Falun Gong practitioners gathered in Sydney on Friday to mark the 22nd anniversary of a significant day for the group—the peaceful April 25 appeal at Chinese Communist Party (CCP) headquarters in Beijing.
Out of respect for Anzac Day, the large crowd gathered at Sydney Town Hall two days early to hand out fliers and raise awareness of the appeal that took place outside the State Council’s appeals office in Beijing on April 25, 1999.
On that day, around 10,000 Falun Gong practitioners went to Beijing to appeal for the release of around a dozen practitioners who were wrongfully arrested in Tianjin city days earlier.
Then Premier Zhu Rongji won international acclaim for peacefully responding to the demonstrators by engaging in dialogue with them.
However, this changed overnight when then CCP leader Jiang Zemin overthrew Zhu’s decision and unilaterally initiated what has become one of the longest-running persecutions against people of faith in China.
One Chinese local told The Epoch Times that it was only once she gained unrestricted access to information after arriving in Australia that she learned the CCP had not told the truth about what happened that day 22 years ago.
“It’s after coming to the free world that I began to learn about the April 25 appeal, and [have access to] more detailed material about the persecution of Falun Gong practitioners [in China],” Pan said.
“I didn’t [have the chance to] see all this back in China.”
Pan has been practising Falun Gong, also known as Falun Dafa, for three years. She says she feels “so lucky” to be in Australia where she has “a good environment” to practise due to the country’s values of freedom of religion.

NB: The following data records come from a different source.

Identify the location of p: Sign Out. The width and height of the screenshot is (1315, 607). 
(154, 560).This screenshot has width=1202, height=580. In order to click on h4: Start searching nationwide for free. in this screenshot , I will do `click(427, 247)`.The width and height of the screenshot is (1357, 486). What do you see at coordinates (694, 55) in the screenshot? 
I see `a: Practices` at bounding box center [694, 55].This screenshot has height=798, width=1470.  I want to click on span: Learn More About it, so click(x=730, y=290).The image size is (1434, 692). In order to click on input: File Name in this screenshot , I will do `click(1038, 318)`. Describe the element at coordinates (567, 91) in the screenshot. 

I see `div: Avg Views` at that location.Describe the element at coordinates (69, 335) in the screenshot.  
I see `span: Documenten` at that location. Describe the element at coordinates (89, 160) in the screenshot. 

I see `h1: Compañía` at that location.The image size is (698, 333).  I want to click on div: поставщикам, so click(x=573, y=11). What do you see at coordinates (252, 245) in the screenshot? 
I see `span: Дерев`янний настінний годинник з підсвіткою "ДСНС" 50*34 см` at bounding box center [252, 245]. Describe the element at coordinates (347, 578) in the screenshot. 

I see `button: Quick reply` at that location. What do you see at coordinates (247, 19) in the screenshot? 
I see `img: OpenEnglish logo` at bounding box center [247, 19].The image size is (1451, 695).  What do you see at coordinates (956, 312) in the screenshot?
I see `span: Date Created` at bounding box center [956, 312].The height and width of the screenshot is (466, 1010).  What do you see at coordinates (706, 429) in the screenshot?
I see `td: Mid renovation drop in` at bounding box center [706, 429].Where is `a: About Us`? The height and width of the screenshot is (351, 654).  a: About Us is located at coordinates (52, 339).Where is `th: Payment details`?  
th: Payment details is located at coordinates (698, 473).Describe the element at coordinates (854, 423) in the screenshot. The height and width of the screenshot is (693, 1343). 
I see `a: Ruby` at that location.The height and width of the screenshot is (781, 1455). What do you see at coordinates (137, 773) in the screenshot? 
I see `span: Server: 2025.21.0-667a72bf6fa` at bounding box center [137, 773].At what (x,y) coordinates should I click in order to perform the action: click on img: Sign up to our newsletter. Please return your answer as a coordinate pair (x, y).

Falun Gong is a spiritual practice from the Buddhist tradition whose adherents follow the principles of truthfulness, compassion, and forbearance. Between 1992 and 1999, the practice grew in popularity with official estimates recording between 70-100 million in China.
The arrests in Tianjin, which sparked the April 25 appeal, came after three years of intense official oppression, in which Falun Gong books were banned from publication, an article smearing Falun Gong had been published in a major state-run newspaper, and the police had begun disrupting group exercise sessions in parks.
For 22 years, details have emerged from China of practitioners suffering beatings, extreme sexual abuse, torture, brainwashing, and even being killed for their organs in concentration camps across China.
‘We Really Salute You’: Sydney Local
Passerby Mohammed Moh said he believed everyone has the right to exercise their beliefs without fear of persecution.He said that he greatly respected Falun Gong practitioners because despite suffering under China’s communist regime, they continued to fight for their freedom.
“I hope one day, sooner or later, they can return back and exercise their freedom in their own motherland, China,” Moh told The Epoch Times.
Moh said he respects Falun Gong practitioners’ courage to continue rallying against the CCP’s persecution despite the risks.
“For us who are watching the movement, we really salute you,” he said. “Our hearts [go] to the victims and their families. We hope justice comes and we see accountability for those who committed such crimes against humanity.”
Another onlooker, Bruce Richmond, told The Epoch Times that Falun Gong “stands for freedom.”
“The people of Australia ought to support these people,” he said, adding that the CCP’s persecution of Falun Gong practitioners, Christians, and Uyghur Muslims was “totally evil.”
“I’m a Christian, and Christians know that atheism, Marxism, and communism is not from God,” Richmond said. “But now, Australians don’t believe in God, or very few, so they are opened to all possibilities and governed by money.”
Falun Dafa Association of Australia spokesperson John Deller wrote in an op-ed for The Epoch Times that the CCP falsely mischaracterised the April 25 appeal after the fact, in the lead up to when Jiang Zemin launched the persecution.
“Not since Tiananmen Square in June 1989 had so many Chinese citizens gathered in public to appeal to the government,” Deller wrote.
“[CCP] officials often claim this was an organised ”siege,“ falsely alleging that it posed a threat to the nation’s leaders,” he said. “Some western governments and media still refer to the CCP’s narrative as a reason that Falun Gong was banned.”
Li Zhihua, 65, lived in Tianjian when the first practitioners were first arrested.
On April 11, 1999, an academic from the Chinese Academy of Science named He Zuoxiu published an article in the Science Review of Juvenile titled “I Do Not Approve of Youths’ Practice of Falun Gong.” The article repeated defamatory propaganda.
Li went with some local practitioners to the university to ask the publication to retract the statements which they said smeared Falun Gong.
The publication’s editorial board promised to reply the next day, but instead, the Tianjin practitioners were met by hundreds of riot police over the coming days and around 40 were brutally arrested.
The Tianjin government diverted all appeals to the central government in Beijing.
When asked why she has persisted in speaking out for over 20 years, Li simply said: “It’s only three words: ‘Truthfulness, Compassion, Forbearance.'”
“Because this practice is good. It’s not wrong to be a good person.”